16nm Finfet ARM SoCs On The Market This Year.

ARM says there is a possibility that ARM-based SoCs made on TSMC’s 16nm finfet process will be out on the market later this year. Asked when he thought the first 16nm finfet ARM implementations will hit the market, Pete Hutton, evp and president of ARM’s product group, tells me: “We’re squinting at this year.” This is significant because of the delay to Intel’s 14nm process which is not expected to produce processors for the market until Q3. It may also have some bearing on Altera’s rumoured considerations on whether to move back to TSMC after flirting with a move to Intel for 14nm foundry.

TSMC has been saying, recently, that it has practically closed the gap in process technology with Intel. These statements met with initial scepticism but it now, it seems, there could be some truth in them.

If so, it bodes ill for Intel’s server business which needs a competitive edge just when server revenues are trickling into ARM for the first time.

“Our first partners are starting to get their first results,” says Hutton

Hutton sees the server market as a 50 million unit a year opportunity and ARM aspires to a 5-10% market share by 2017.

This year it sees itself gaining a ‘single digit percentage’ market share.

Asked if the collapse of Calxeda has had any effect on ARM’s momentum in servers, Hutton replied: “It’s unfortunate for them. We’ve hired a few of their guys. They tried to go with 32-bit but the market really wants 64-bit and those guys are getting traction.”

A major plus for ARM’s move into servers is the launch of AMD’s ARM-based server offerings. “Their experience in this space is a real advantage,” said Hutton.

However, the biggest advantage ARM has in the server space is the opportunity it gives customers to customise their ARM-based server SoCs.

Intel just provides a ready-made chip and peripherals and the customer can take it or leave it – but if an ARM core is used a customer can tailor the SoC precisely to his requirement.

With the big datacentre operators – Microsoft, Amazon, Facebook, Google et al – increasingly drawing up their own server specs which they then bung over to the Taiwan OEMs for implementation, the customisation opportunity is becoming more valuable.

Asked what he thought of the characterisation that the heavy-lifting in servers needs to be done by Intel processors while lighter tasks can be left to ARM processors, Hutton replied:

“I’d say that’s an Intel characterisation. ARM-based solutions can use multiple high performance cores for heavy-lifting.”

Indeed, ARM partner Applied Micro has a server chip which uses eight 64-bit ARM cores each running at 3GHz.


**WHAT THE EXERCISE ASKS**.
Show all lines below holding the string "this".

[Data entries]
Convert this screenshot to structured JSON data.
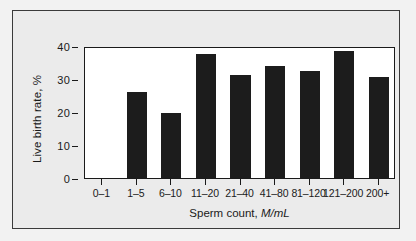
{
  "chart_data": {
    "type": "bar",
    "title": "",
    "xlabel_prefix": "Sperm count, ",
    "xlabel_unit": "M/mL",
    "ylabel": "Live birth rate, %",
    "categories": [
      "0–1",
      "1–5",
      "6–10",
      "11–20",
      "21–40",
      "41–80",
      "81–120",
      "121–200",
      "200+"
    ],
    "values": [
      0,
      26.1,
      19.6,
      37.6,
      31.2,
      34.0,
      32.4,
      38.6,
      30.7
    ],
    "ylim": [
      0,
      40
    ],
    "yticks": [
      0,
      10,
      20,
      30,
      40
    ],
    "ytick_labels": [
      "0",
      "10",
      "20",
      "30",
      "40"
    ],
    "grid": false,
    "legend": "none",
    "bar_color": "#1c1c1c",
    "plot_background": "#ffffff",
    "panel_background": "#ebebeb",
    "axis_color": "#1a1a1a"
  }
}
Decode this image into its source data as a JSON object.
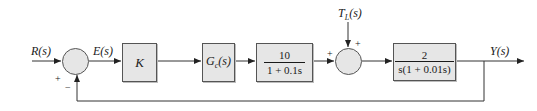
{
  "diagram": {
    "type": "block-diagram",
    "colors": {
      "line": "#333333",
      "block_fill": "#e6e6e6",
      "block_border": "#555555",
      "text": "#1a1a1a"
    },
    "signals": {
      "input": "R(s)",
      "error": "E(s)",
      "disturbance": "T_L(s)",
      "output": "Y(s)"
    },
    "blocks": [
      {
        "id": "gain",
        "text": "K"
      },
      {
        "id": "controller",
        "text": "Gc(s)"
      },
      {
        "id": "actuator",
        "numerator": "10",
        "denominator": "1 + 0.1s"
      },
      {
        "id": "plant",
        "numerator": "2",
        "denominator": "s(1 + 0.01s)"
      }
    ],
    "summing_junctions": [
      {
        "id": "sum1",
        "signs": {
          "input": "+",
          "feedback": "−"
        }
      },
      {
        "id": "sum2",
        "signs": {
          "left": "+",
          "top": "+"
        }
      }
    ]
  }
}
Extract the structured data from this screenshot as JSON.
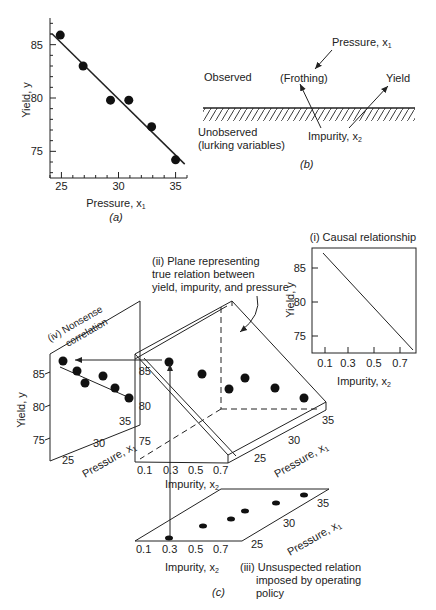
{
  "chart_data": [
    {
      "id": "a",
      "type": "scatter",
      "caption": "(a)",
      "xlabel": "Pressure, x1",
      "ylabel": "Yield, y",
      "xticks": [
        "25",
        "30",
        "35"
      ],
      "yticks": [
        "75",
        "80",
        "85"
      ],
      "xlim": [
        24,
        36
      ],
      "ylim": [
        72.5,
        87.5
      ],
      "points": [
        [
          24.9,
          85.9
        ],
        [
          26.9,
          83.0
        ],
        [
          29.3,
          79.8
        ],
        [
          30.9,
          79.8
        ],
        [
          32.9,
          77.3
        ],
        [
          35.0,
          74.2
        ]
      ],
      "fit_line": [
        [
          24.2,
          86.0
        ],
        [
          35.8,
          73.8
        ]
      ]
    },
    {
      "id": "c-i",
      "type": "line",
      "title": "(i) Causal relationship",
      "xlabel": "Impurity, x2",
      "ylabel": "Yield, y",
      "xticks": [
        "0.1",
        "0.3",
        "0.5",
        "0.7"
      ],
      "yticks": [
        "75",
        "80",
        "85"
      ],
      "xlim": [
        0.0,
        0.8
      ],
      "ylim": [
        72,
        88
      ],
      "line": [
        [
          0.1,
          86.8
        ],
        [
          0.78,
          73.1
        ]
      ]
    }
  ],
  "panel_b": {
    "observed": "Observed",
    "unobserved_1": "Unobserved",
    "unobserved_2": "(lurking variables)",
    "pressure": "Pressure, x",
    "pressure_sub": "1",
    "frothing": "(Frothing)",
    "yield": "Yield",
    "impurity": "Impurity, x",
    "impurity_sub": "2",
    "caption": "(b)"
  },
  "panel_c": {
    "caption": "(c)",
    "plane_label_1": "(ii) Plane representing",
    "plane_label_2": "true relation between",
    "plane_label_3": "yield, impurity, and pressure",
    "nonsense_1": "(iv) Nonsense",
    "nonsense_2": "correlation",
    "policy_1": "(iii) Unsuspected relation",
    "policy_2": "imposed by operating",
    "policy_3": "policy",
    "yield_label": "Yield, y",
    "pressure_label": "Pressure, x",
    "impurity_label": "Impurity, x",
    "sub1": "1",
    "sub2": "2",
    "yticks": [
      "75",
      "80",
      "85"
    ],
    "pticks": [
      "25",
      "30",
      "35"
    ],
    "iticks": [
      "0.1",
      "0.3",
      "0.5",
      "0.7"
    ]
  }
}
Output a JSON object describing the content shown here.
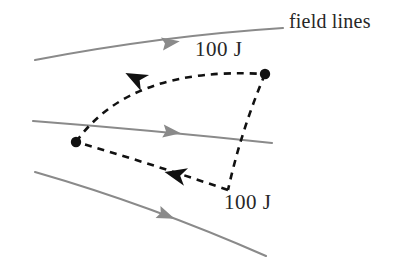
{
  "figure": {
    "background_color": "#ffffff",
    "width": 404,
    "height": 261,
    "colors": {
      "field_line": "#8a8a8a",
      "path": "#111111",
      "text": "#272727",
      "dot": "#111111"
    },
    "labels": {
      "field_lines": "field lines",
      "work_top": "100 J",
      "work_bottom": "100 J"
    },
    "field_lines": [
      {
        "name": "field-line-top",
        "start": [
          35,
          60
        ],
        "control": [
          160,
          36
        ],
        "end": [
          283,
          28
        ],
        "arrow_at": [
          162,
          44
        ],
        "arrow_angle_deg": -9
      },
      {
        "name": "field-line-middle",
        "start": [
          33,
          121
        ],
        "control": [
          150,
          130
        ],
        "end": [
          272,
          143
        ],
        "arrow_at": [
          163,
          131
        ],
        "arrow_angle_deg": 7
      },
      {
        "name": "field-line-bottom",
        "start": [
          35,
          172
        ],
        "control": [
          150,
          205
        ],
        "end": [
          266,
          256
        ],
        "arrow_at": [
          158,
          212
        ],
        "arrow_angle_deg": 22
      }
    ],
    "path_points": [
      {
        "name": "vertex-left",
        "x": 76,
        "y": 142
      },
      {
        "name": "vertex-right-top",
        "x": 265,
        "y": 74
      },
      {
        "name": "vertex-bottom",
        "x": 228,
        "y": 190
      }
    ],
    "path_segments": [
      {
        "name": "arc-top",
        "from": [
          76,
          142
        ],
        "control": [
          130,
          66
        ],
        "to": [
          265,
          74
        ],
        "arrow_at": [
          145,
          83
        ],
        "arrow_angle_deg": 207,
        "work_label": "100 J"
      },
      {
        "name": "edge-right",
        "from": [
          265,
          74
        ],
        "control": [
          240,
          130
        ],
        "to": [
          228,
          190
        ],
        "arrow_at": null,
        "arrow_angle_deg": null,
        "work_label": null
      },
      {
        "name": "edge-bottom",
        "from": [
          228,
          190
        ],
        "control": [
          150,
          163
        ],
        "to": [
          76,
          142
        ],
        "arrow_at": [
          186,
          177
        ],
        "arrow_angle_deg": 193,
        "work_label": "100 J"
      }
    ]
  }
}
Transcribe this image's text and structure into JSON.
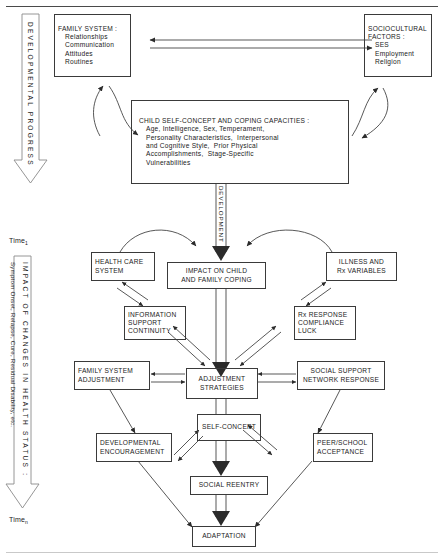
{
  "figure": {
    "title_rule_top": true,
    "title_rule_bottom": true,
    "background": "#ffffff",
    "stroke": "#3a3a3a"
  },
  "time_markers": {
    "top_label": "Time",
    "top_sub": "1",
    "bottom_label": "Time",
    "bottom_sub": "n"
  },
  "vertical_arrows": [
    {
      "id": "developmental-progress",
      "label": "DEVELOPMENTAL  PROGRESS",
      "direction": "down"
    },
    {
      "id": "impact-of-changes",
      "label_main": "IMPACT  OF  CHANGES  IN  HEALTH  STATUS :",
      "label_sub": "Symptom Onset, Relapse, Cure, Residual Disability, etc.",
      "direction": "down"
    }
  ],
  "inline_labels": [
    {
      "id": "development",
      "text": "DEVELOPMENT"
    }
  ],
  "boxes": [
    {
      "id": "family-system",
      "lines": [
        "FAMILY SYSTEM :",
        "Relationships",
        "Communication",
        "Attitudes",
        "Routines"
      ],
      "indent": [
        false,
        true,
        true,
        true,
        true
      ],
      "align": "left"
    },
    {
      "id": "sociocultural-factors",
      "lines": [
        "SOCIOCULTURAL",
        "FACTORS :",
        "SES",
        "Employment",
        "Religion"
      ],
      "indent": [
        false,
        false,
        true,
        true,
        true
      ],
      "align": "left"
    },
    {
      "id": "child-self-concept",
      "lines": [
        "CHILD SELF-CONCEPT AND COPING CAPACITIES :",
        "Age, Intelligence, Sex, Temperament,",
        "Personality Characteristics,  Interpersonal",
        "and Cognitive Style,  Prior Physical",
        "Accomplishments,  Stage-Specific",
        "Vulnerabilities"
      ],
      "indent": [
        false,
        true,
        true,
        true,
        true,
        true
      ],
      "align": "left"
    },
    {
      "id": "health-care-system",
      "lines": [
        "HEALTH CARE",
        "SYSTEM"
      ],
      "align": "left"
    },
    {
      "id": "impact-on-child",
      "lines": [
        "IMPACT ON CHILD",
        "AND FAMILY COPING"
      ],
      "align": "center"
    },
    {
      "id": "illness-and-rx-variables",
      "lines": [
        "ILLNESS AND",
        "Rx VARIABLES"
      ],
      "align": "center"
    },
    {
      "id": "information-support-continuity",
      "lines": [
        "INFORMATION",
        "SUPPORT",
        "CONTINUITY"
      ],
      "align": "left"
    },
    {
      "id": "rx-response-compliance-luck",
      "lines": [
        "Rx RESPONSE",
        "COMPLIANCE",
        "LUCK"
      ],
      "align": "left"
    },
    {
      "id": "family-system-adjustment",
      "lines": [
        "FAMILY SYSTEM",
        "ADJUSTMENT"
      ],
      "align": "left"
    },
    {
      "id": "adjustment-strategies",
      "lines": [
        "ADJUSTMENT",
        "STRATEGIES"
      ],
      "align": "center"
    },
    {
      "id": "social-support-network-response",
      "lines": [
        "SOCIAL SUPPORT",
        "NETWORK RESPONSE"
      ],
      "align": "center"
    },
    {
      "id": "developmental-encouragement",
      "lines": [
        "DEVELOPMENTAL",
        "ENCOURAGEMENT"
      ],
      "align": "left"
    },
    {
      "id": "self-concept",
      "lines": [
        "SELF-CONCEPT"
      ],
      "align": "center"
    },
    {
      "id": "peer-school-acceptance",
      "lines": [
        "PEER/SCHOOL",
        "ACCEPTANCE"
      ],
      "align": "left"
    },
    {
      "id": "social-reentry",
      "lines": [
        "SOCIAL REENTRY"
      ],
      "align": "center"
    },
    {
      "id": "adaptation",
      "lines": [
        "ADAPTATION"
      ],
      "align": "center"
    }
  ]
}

**EXERCISE ANSWER**.
Convert this screenshot to structured JSON data.
Decode this image into its source data as a JSON object.
Extract the structured data from this screenshot as JSON.
Transcribe this image's text and structure into JSON.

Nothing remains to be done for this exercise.